Postgres Rules Preventing CTE Queries

痞子三分冷 提交于 2020-01-03 10:46:32

问题


Using Postgres 9.3:

I am attempting to automatically populate a table when an insert is performed on another table. This seems like a good use for rules, but after adding the rule to the first table, I am no longer able to perform inserts into the second table using the writable CTE. Here is an example:

CREATE TABLE foo (
    id INT PRIMARY KEY
);

CREATE TABLE bar (
    id INT PRIMARY KEY REFERENCES foo
);

CREATE RULE insertFoo AS ON INSERT TO foo DO INSERT INTO bar VALUES (NEW.id);

WITH a AS (SELECT * FROM (VALUES (1), (2)) b)
INSERT INTO foo SELECT * FROM a

When this is run, I get the error

"ERROR: WITH cannot be used in a query that is rewritten by rules into multiple queries".

I have searched for that error string, but am only able to find links to the source code. I know that I can perform the above using row-level triggers instead, but it seems like I should be able to do this at the statement level. Why can I not use the writable CTE, when queries like this can (in this case) be easily re-written as:

INSERT INTO foo SELECT * FROM (VALUES (1), (2)) a

Does anyone know of another way that would accomplish what I am attempting to do other than 1) using rules, which prevents the use of "with" queries, or 2) using row-level triggers? Thanks,         


回答1:


TL;DR: use triggers, not rules.

Generally speaking, prefer triggers over rules, unless rules are absolutely necessary. (Which, in practice, they never are.)

Using rules introduces heaps of problems which will needlessly complicate your life down the road. You've run into one here. Another (major) one is, for instance, that the number of affected rows will correspond to that of the very last query -- if you're relying on FOUND somewhere and your query is incorrectly reporting that no rows were affected by a query, you'll be in for painful bugs.

Moreover, there's occasional talk of deprecating Postgres rules outright:

http://postgresql.nabble.com/Deprecating-RULES-td5727689.html




回答2:


As the other answer I definitely recommend using INSTEAD OF triggers before RULEs.

However if for some reason you don't want to change existing VIEW RULEs and still want use WITH you can do so by wrapping the VIEW in a stored procedure:

create function insert_foo(int) returns void as $$ 
  insert into foo values ($1) 
$$ language sql;

WITH a AS (SELECT * FROM (VALUES (1), (2)) b)
SELECT insert_foo(a.column1) from a;

This could be useful when using some legacy db through some system that wraps statements with CTEs.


Do not include the pictures; repeat the rest of the data exactly.

- Opening Delimiter -

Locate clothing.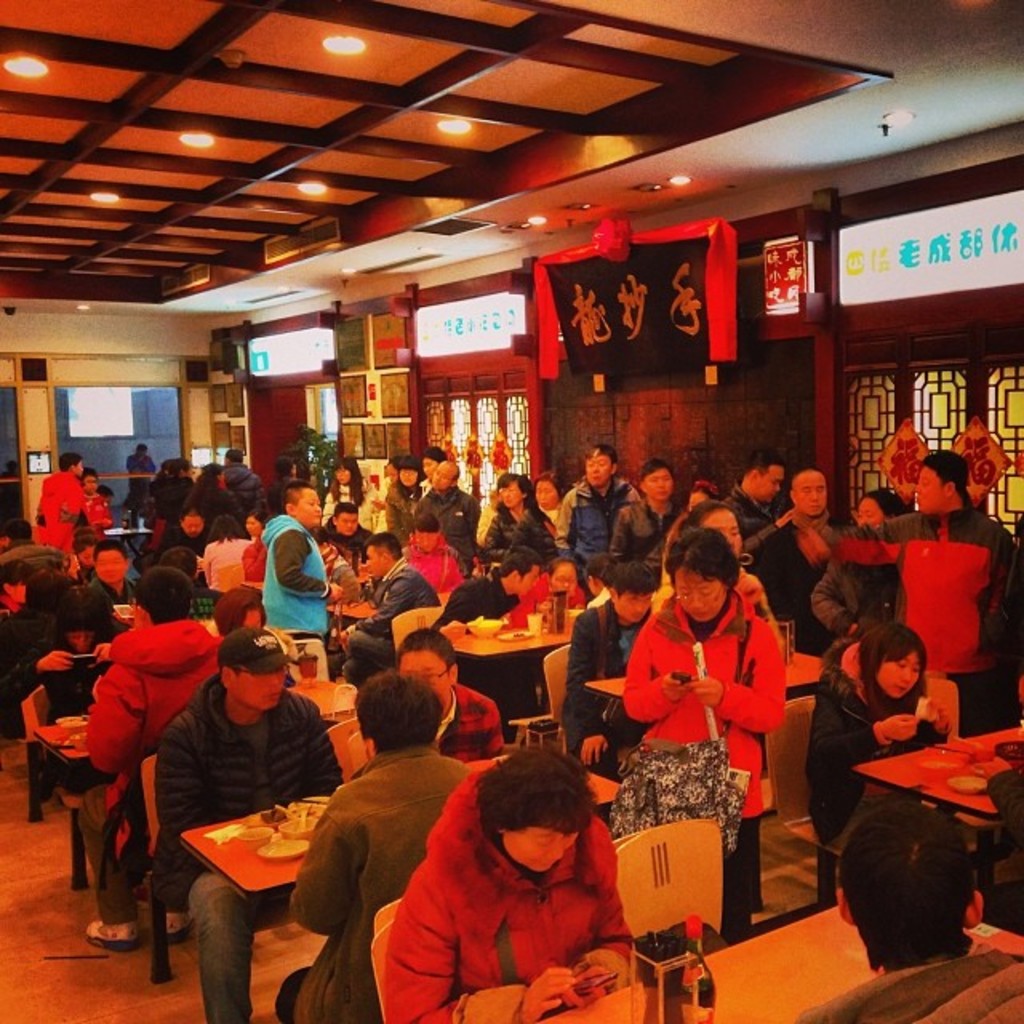
Bounding box: 619,590,784,939.
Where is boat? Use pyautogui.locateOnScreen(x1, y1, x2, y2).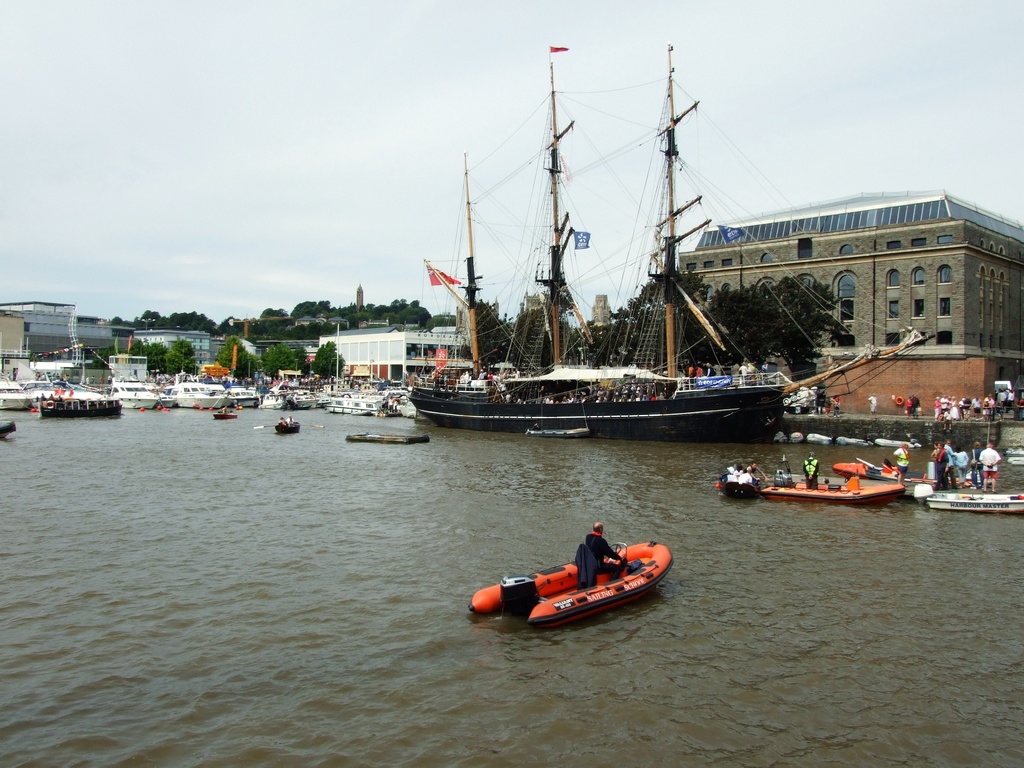
pyautogui.locateOnScreen(220, 386, 260, 412).
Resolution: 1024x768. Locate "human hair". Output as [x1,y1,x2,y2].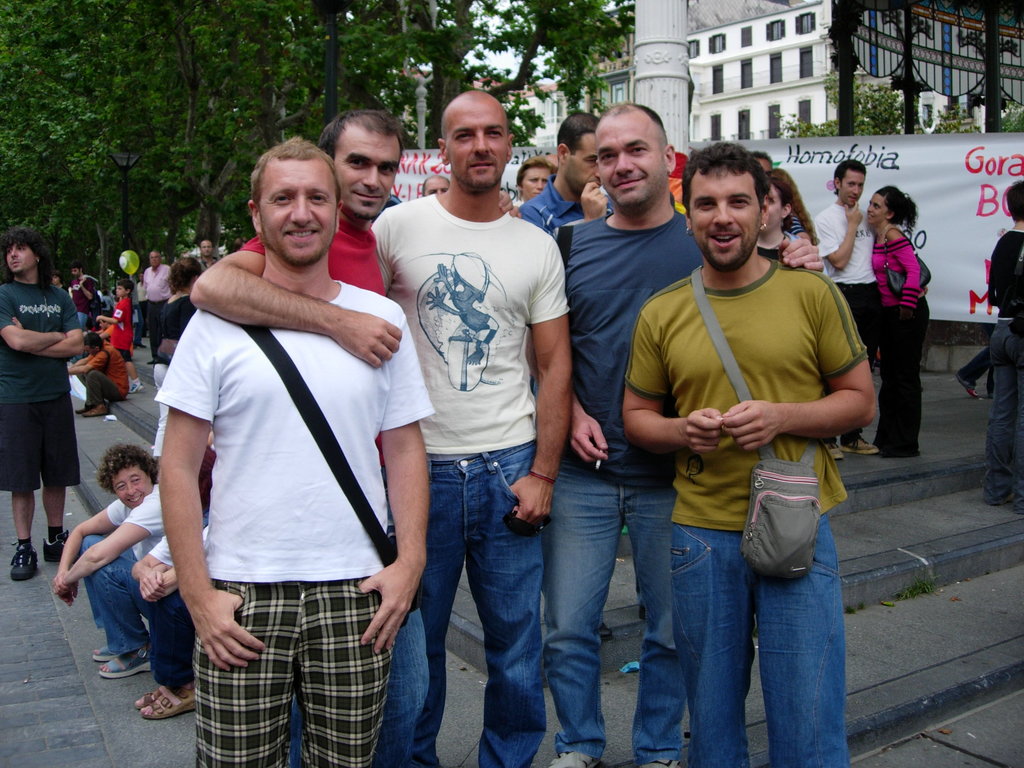
[1005,179,1023,225].
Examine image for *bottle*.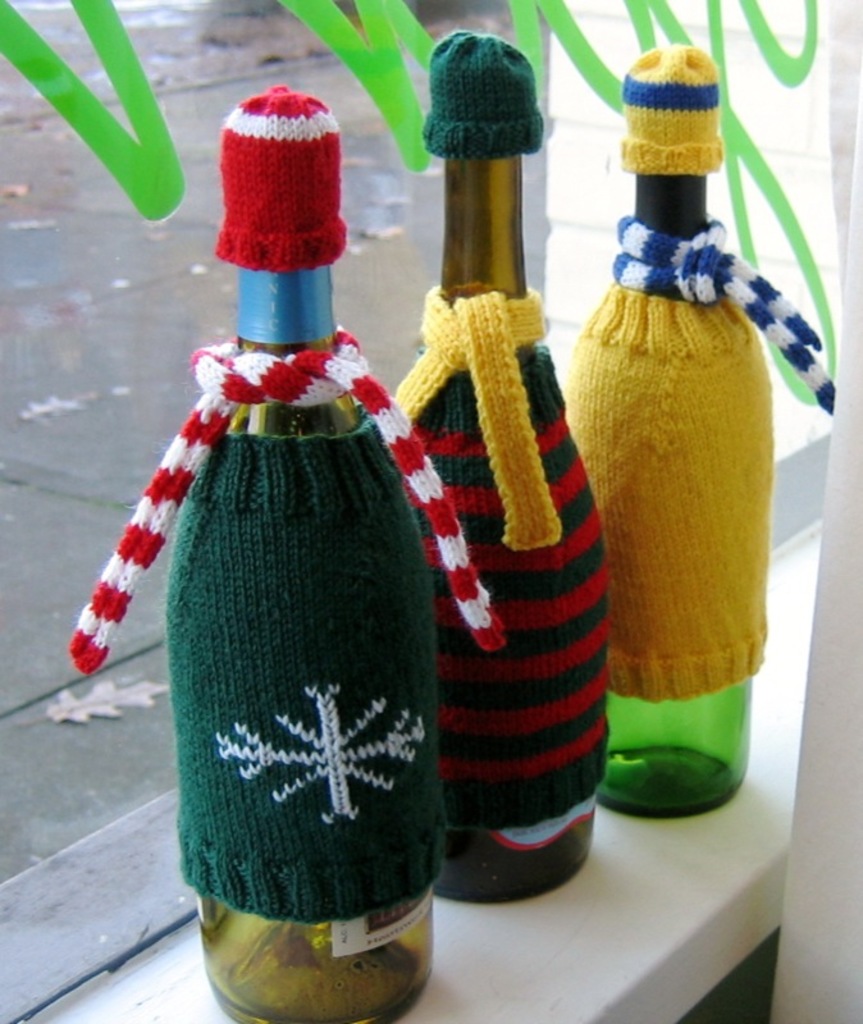
Examination result: left=540, top=28, right=814, bottom=815.
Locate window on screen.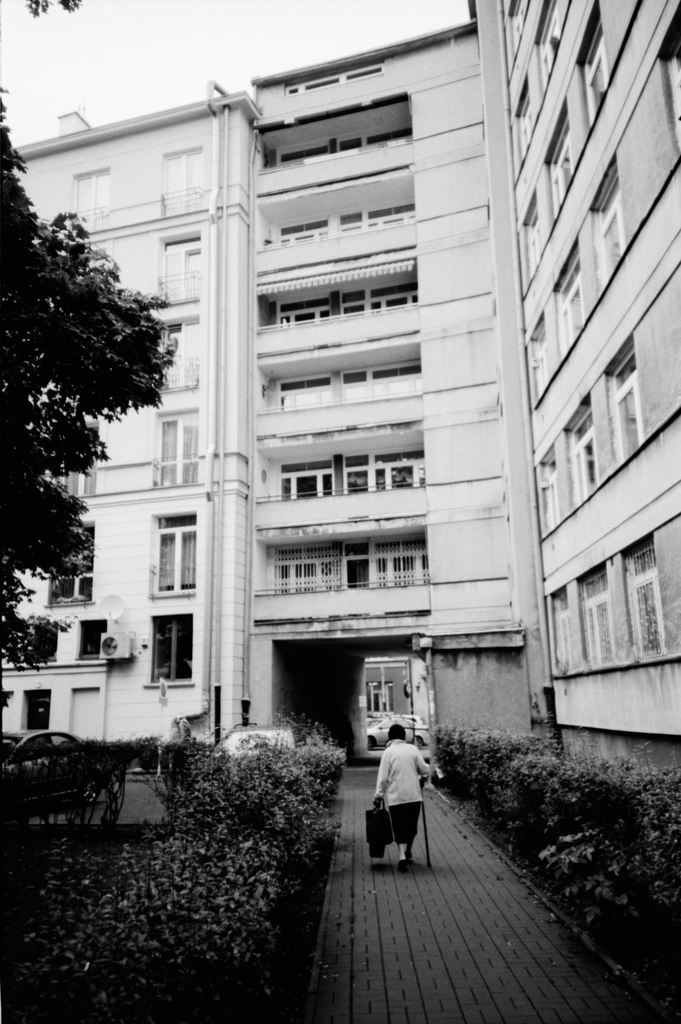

- Closing Delimiter -

§ Result for this task:
Locate clothing.
Bounding box: 619,590,784,939.
Where is boat? Use pyautogui.locateOnScreen(x1, y1, x2, y2).
pyautogui.locateOnScreen(220, 386, 260, 412).
Resolution: 1024x768. Locate "human hair". Output as [x1,y1,x2,y2].
[1005,179,1023,225].
Examine image for *bottle*.
Examination result: left=540, top=28, right=814, bottom=815.
Locate window on screen.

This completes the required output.